Three new parking lots have opened in the Whiteaker neighborhood, courtesy of the political strategizing by the Whiteaker Community Council (WCC), which is leasing the properties with funds donated by a coalition of local businesses.
The free lots, which will remain open around-the-clock for public use, are a response to concerns that on-street parking has been overwhelmed by visitors to the Whit. “The neighborhood at large expressed a lot of concern about how bad parking had gotten just in front of their residential properties,” says WCC Board President Sam Hahn, who says the Whiteaker CarPark Project is an example of a neighborhood “controlling its own destiny.”
Formerly known by the colloquial designation “Felony Flats,” the Whiteaker in recent years has blossomed as an artsy, hip district of boutique shops, chic restaurants and homegrown microbrewers, the most famous of which is Ninkasi. In the minds of many residents, however, such popularity has lead to a massive influx of drunken chuckleheads and high-rent bourgeois tourists seeking to slum on Eugene’s wild side.
Whether this is gentrification or no, the Whit’s growth undeniably led to more cars and less available free parking in the area. The new lots — at 2nd and Van Buren, 3rd and Van Buren and 5th and Blair, located behind the 76 gas station — open up roughly 100 parking spaces.
Hahn puts the monthly cost of the combined leases in the thousands of dollars, and he notes that the WCC has the option to purchase the lot behind the gas station in April of 2017 for $100,000 — an amount for which the WCC is currently soliciting donations from the community at large. WCC board members Cathie Kapelka and Emily West are spearheading a project to beautify the lots with art and murals, and landscaping is being done by Rising Sun Custom Landscape and Danks Tree Care.
“The first plan was basically to solicit/beg the city to fix a problem that they indirectly and incidentally created,” Hahn says of tackling the Whit’s parking problem. “I was just getting led around in circles.”
WCC treasurer Dennis Ramsey says one of the original ideas of creating permitted parking zones in the Whit proved “too cumbersome” because of the data collection required. “We realized that we were going to have to solve this problem ourselves,” he adds, noting that he is pleased with the business-community partnership that resulted.

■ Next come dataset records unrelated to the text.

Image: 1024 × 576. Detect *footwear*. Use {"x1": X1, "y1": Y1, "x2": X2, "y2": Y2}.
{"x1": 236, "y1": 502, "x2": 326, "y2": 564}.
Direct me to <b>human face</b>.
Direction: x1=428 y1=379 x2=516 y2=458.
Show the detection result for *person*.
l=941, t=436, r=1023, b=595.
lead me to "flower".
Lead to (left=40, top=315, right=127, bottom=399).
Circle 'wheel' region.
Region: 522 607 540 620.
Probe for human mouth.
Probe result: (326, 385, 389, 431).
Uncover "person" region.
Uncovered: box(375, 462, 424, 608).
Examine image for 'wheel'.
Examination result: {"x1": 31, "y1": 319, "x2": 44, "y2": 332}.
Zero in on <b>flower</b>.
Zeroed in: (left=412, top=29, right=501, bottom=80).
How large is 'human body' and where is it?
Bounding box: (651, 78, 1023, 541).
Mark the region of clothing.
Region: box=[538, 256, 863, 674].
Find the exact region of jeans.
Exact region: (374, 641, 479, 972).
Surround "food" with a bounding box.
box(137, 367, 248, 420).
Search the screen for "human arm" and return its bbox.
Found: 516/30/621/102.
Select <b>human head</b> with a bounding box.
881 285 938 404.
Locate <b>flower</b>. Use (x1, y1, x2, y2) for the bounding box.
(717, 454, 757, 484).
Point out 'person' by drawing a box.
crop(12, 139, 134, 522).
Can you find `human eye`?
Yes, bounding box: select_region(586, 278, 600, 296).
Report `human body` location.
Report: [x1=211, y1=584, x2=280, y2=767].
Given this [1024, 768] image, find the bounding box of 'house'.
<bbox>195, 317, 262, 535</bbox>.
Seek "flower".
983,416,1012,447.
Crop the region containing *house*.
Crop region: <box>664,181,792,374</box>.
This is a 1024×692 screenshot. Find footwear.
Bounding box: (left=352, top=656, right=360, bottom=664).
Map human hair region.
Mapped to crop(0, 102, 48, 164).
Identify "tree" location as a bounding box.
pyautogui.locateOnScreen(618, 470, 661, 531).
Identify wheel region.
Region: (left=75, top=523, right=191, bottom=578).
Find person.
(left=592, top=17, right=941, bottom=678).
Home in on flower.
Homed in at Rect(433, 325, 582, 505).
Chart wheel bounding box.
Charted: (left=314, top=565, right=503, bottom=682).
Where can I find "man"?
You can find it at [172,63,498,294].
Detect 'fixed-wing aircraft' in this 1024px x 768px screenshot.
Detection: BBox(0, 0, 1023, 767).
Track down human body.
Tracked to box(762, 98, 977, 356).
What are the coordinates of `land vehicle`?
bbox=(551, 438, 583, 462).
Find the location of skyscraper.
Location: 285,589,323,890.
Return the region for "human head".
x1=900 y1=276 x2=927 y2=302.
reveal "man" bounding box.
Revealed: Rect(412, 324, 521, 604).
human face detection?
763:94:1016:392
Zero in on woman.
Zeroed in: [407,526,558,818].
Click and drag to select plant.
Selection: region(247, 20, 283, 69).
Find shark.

Jeff Petry, manager of the city’s Epark Eugene division, says he’s impressed by the WCC’s solution to parking demands. “It’s kind of a unique situation, and you have a community council that’s taking it head-on and solving their own problems,” Petry notes. “It’s awesome to have neighborhood groups take the initiative and solve their problems.”
Hahn himself takes a long view of what the new lots mean for the neighborhood. “This parking project gives the residents of Whiteaker some element of control over their commercial destiny,” he says, “as well as art-related opportunities both for creating art and, down the road, affordable spaces to create art.”